“I suppose you don’t know whether Dr. Thorndyke does really look on him with any suspicion? To me the idea is preposterous. Indeed, I find it impossible to believe that there was any crime at all. I am convinced that poor Harold was the victim of some strange accident.”

“I quite agree with you, Barbara. That is exactly my own view. But I don’t think it is Thorndyke’s. As to whom he suspects—if he suspects anybody—I have not the faintest idea. He is a most extraordinarily close and secretive man. No one ever knows what is in his mind until the very moment when he strikes. And he never does strike until he has his case so complete that he can take it into court with the certainty of getting a conviction, or an acquittal, as the case may be.”

“But I suppose there are mysteries that elude even his skill?”

“No doubt there are; and I am not sure that our mystery is not one of them. Even Thorndyke can’t create evidence, and as he pointed out to me, the evidence in our case lies in the past and is mostly irrecoverable.”

“I hope it is not entirely irrecoverable,” said she; “for until some reasonable solution of the mystery is reached, an atmosphere of suspicion will continue to hang about all the inmates of that house. So let us wish Dr. Thorndyke his usual success; and when he has proved that no one was guilty—which I am convinced is the fact—perhaps poor Tony will forgive him.”

With this, we dismissed the subject, and, getting up from the seat, made our way out of the gardens just as the sun was setting behind the trees, and went in search of a suitable tea-shop. And there we lingered gossiping until the evening was well advanced and it was time for me to see Barbara home to her flat and betake myself to Fig Tree Court and make some pretence of doing an evening’s work.

Chapter XII.
Thorndyke Challenges the Evidence

My relations with Thorndyke were rather peculiar and a little inconsistent. I had commissioned him, somewhat against his inclination, to investigate the circumstances connected with the death of Harold Monkhouse. I was, in fact, his employer. And yet, in a certain subtle sense, I was his antagonist. For I held certain beliefs which I, half-unconsciously, looked to him to confirm. But apparently he did not share those beliefs. As his employer, it was clearly my duty to communicate to him any information which he might think helpful or significant, even if I considered it irrelevant. He had, in fact, explicitly pointed this out to me; and he had specially warned me to refrain from sifting or selecting facts which might become known to me according to my view of their possible bearing on the case.

But yet this was precisely what I felt myself constantly tempted to do; and as we sat at lunch in his chambers on the day after my visit to Barbara, I found myself consciously suppressing certain facts which had then come to my knowledge. And it was not that those facts appeared to me insignificant. On the contrary, I found them rather surprising. Only I had the feeling that they would probably convey to Thorndyke a significance that would be erroneous and misleading.

There was, for instance, the appearance of Wallingford in Kensington Gardens. Could it have been sheer chance? If so, it was a most remarkable coincidence; and one naturally tends to look askance at remarkable coincidences. In fact, I did not believe it to be a coincidence at all. I felt little doubt that Wallingford had been lurking about the neighbourhood of Barbara’s flat and had followed us, losing sight of us temporarily, when we turned into the by-path. But, knowing Wallingford as I did, I attached no importance to the incident. It was merely a freak of an unstable, emotional man impelled by jealousy to make a fool of himself. Again, there was Wallingford’s terror of Thorndyke and his ridiculous delusions on the subject of the “shadowings.” How easy it would be for a person unacquainted with Wallingford’s personality to read into them a totally misleading significance! Those were the thoughts that drifted half-consciously through my mind as I sat opposite my friend at the table. So, not without some twinges of conscience, I held my peace.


→ **Activity**:
Below are the records. Reproduce exactly the lines from the one containing "Image resolution: width=880" through the final line, and omit any pictures.

→ **Records for the task**:
● ● ● ●
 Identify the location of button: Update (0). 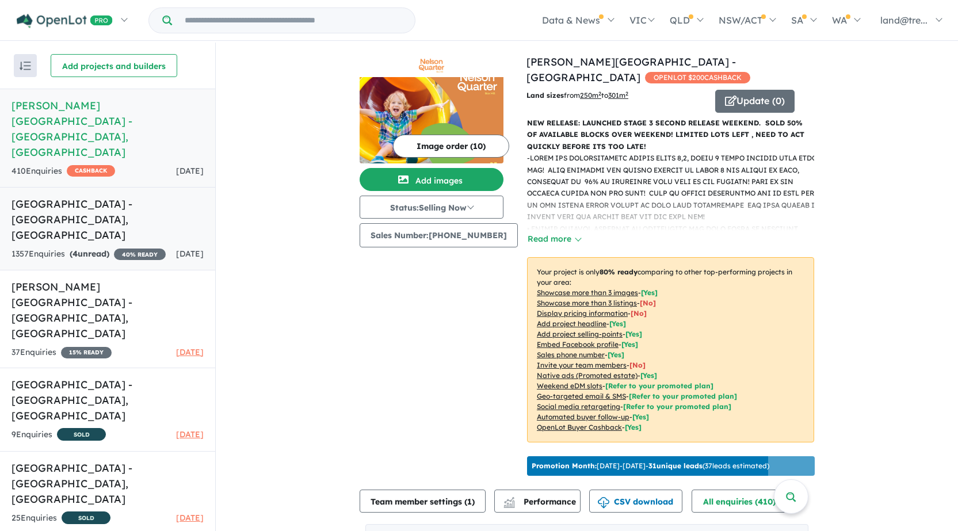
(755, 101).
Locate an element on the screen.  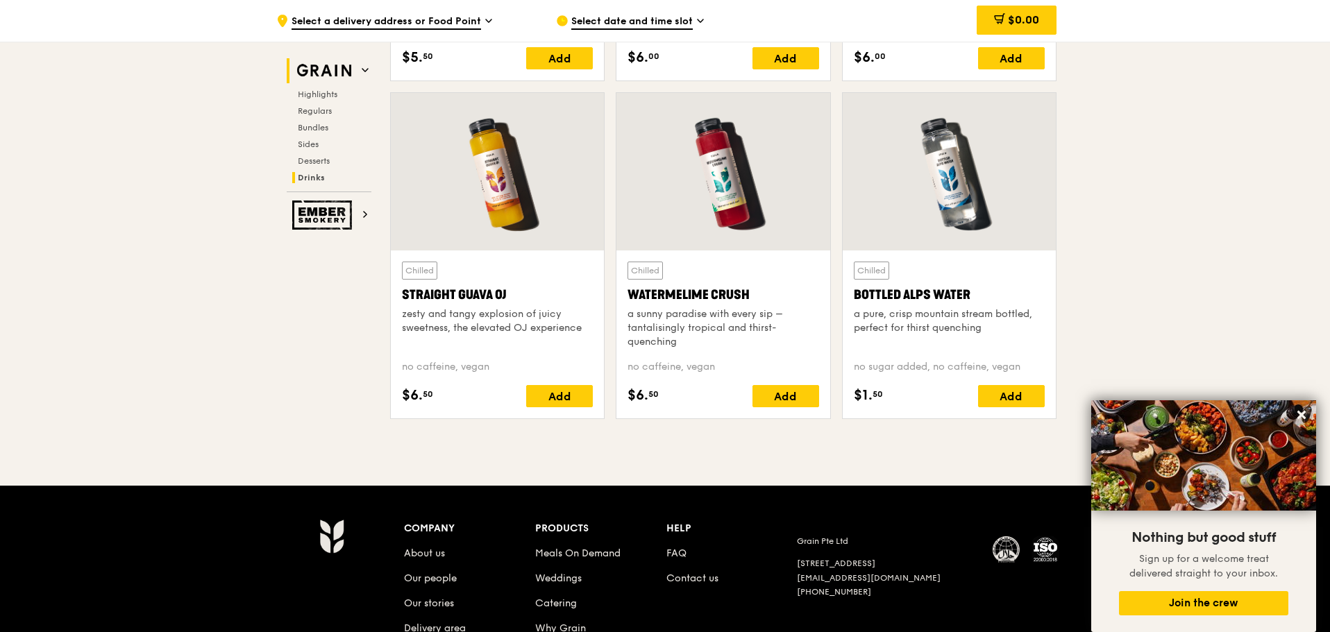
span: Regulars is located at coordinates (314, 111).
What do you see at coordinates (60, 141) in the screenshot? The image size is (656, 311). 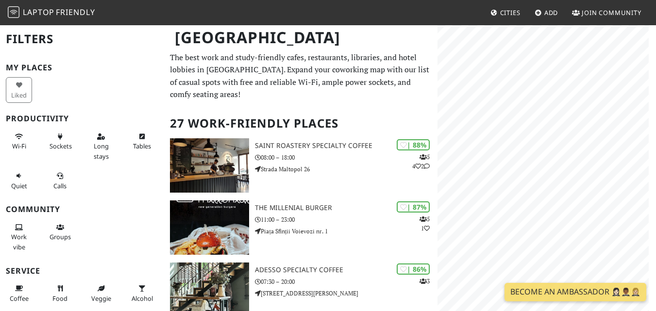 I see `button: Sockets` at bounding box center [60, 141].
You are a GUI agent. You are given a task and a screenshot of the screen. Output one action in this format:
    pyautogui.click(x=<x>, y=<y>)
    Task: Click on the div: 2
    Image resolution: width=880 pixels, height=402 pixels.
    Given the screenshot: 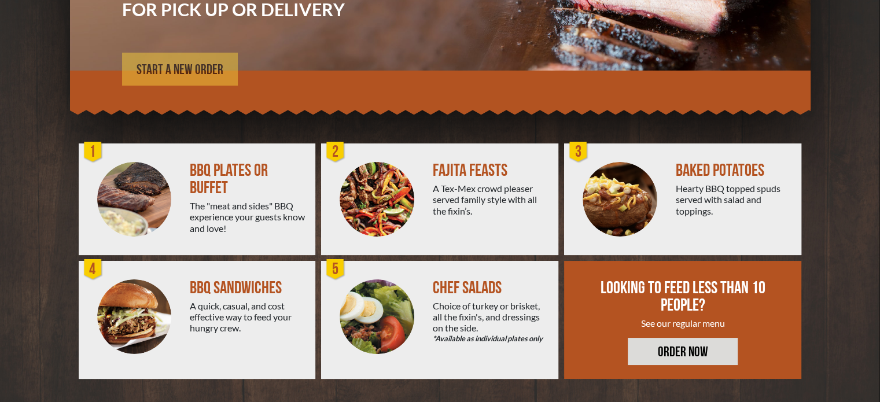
● ● ● ●
→ **Solution to this task**:
    Image resolution: width=880 pixels, height=402 pixels.
    Given the screenshot: 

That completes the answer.